Abstract
Scholars within physical education (PE) have paid relatively little attention to social class. Studies have tended to quantify inequities in participation in leisure activities and overlooked the processes of how social class structures attitudes towards particular forms of physical culture, including PE, and how they are practised. In this context, the paper focuses upon the dynamics between families and schools, and the economics of embodiment. It provides insights from parents/guardians’ narratives of social location and positionality in physical culture and how these stories-as-lived influence their children’s physical identities, whilst socialising them into the rules of a culture and class. Data have been generated from in-depth interviews and have been thematically analysed drawing upon the analytic tools of Bourdieu’s theory of social reproduction and narrative inquiry’s concept of plot.
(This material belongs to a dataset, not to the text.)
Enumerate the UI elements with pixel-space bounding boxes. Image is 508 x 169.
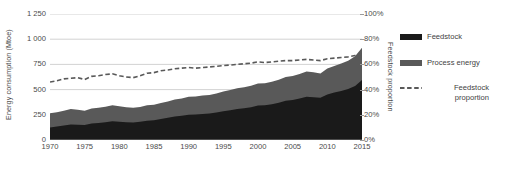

The findings reveal that middle class parents/guardians narrated stories about cultivating their children’s physical capital as central to their upbringing. In contrast, working class parents/guardians told tales couched in a laissez faire attitude with regard to their children’s physical literacy and participation in physical culture. Interestingly, neither middle class nor working class parents/guardians talked about the significance of school PE lessons for their children’s physical capital. This seemingly shared ambivalence was, nonetheless, configured in significantly different ways reflecting their differing social locations, lifestyles and narrative repertories. The narrative consequences for the children are arguably great and contribute to the social reproduction of physical capital, rather than social transformation as policy-makers desire.
Acknowledgement
The author would like to thank the anonymous referees for their constructive comments on an earlier draft of this paper.
Notes
1. Grades are 1 (very poor) – 6 (excellent).
2. Birken is a 54 km cross-country classic ski marathon.